* Brief *
Print the entire listing below word for word, excluding its pictures.

----

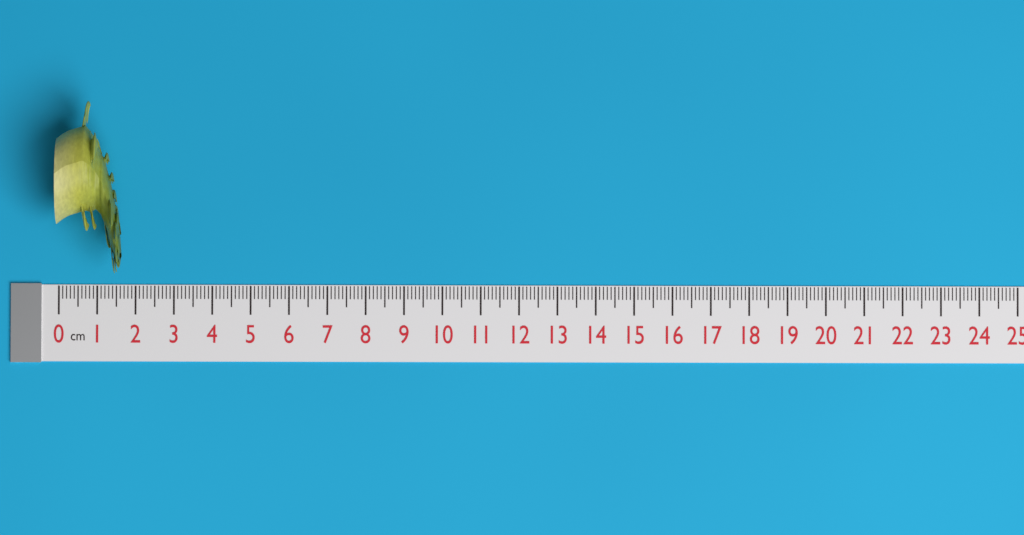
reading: 1.7 cm
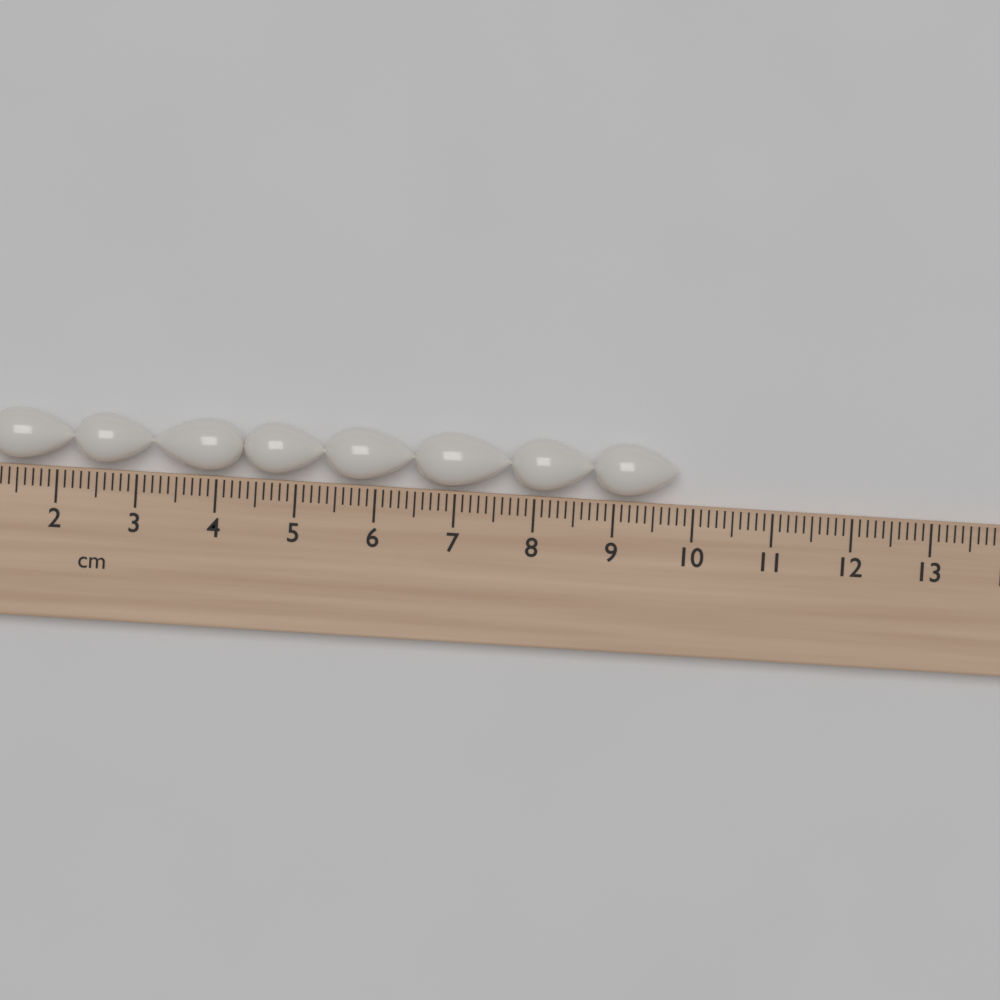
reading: 9.8 cm
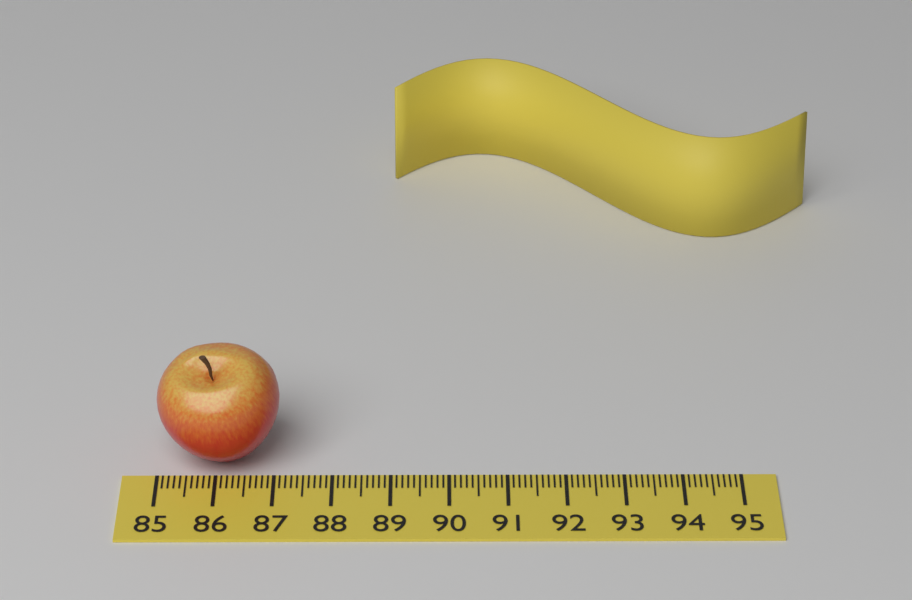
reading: 87.1 (no unit)
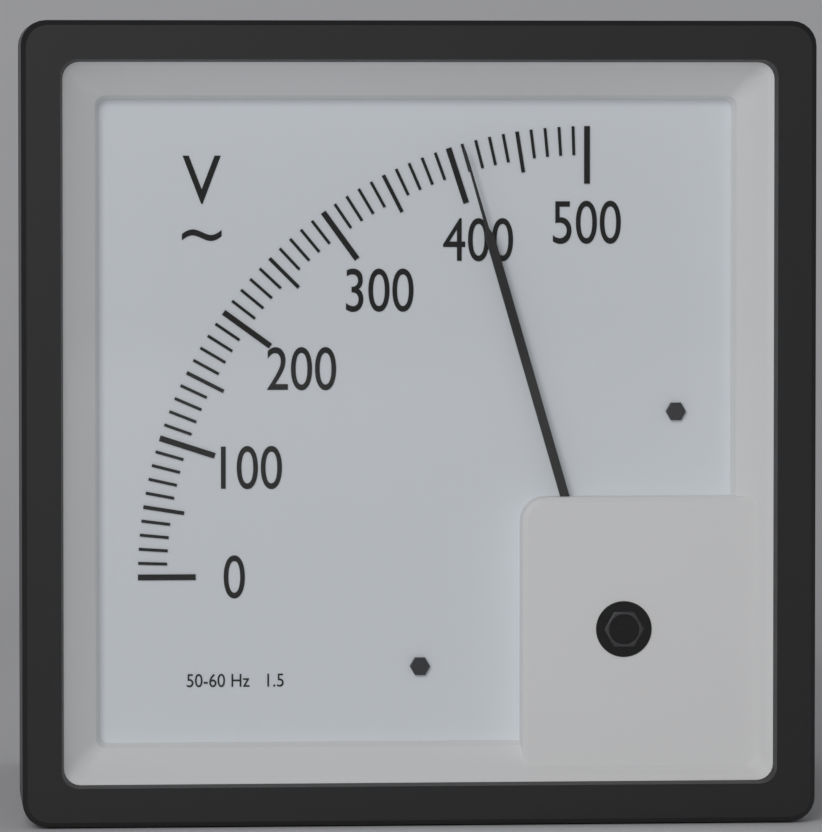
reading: 410 V
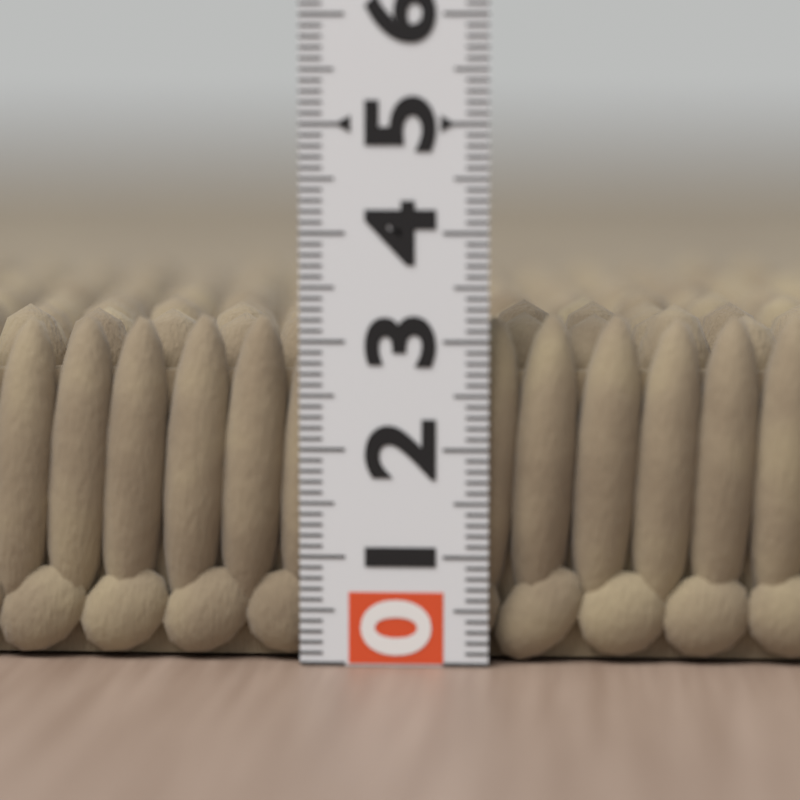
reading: 3.3 (no unit)
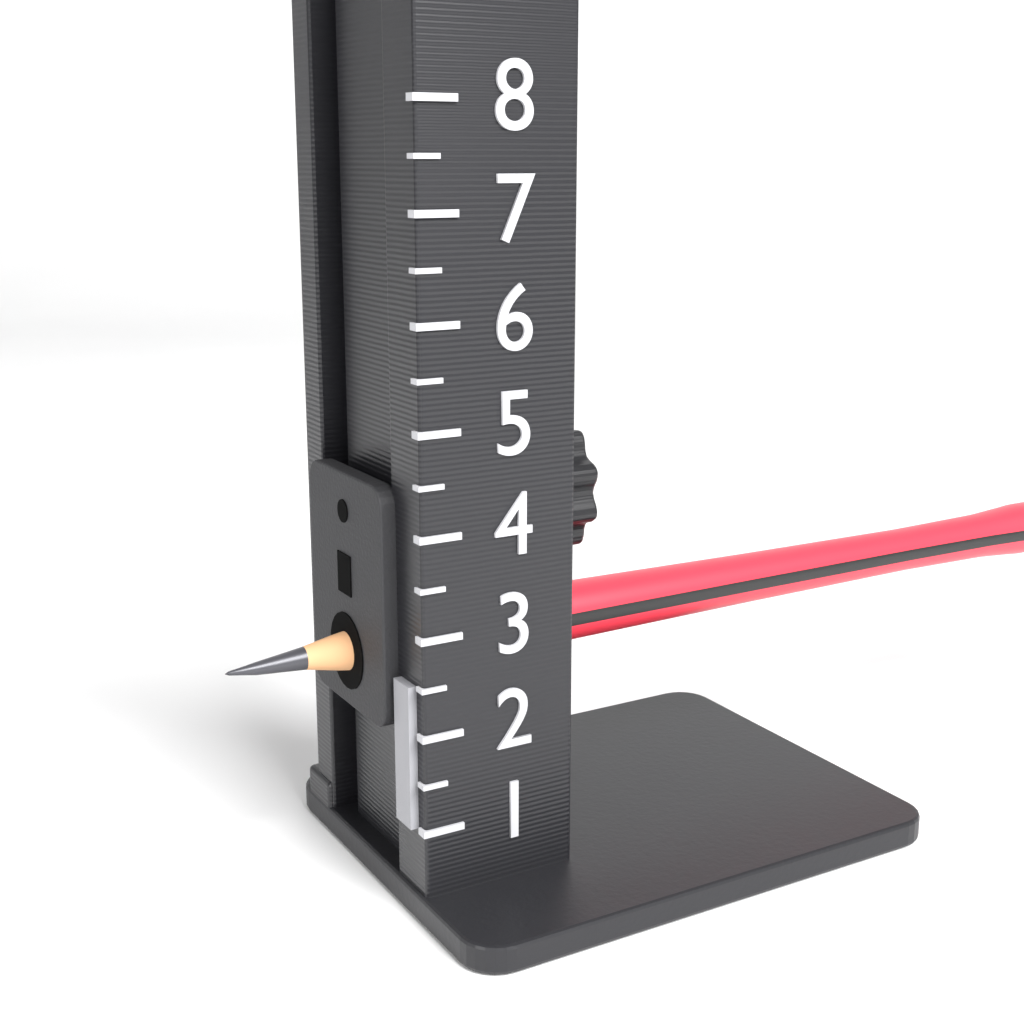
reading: 2.5 (no unit)
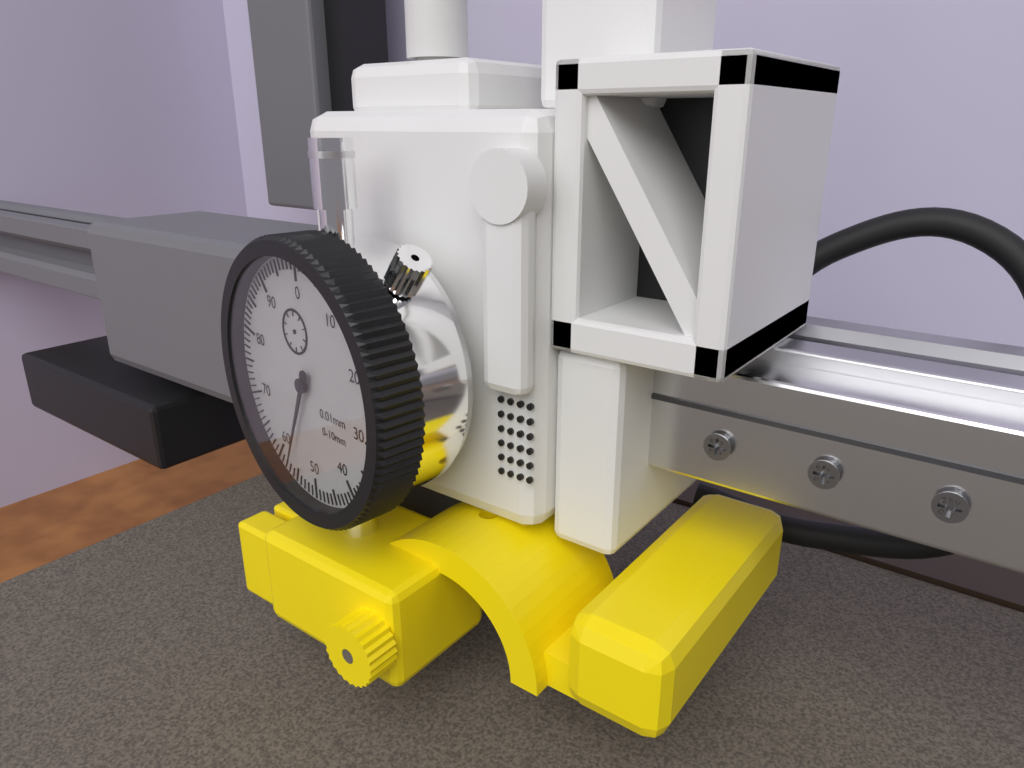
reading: 57 0.01mm
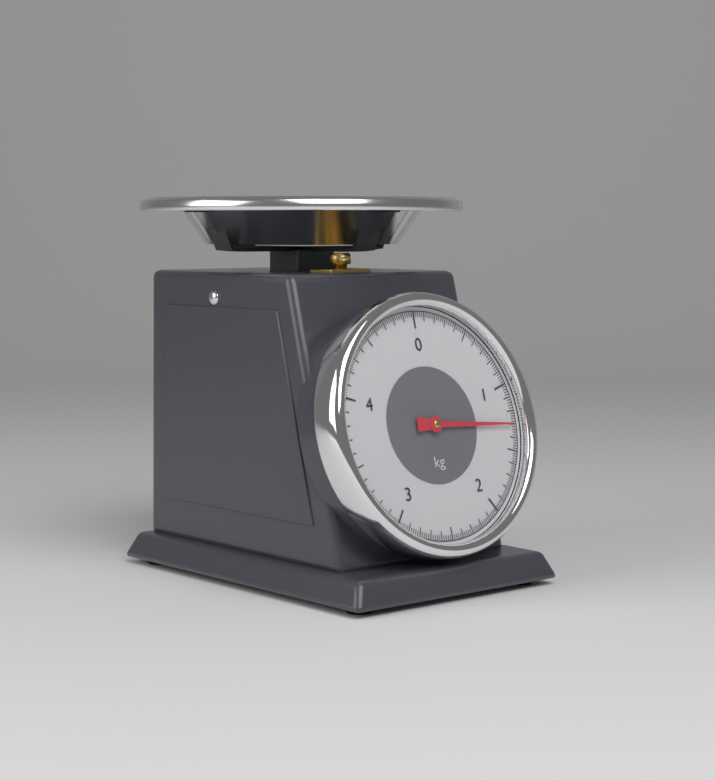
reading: 1.30 kg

----

* Solution to this exercise *
reading: 1.7 cm
reading: 9.8 cm
reading: 87.1 (no unit)
reading: 410 V
reading: 3.3 (no unit)
reading: 2.5 (no unit)
reading: 57 0.01mm
reading: 1.30 kg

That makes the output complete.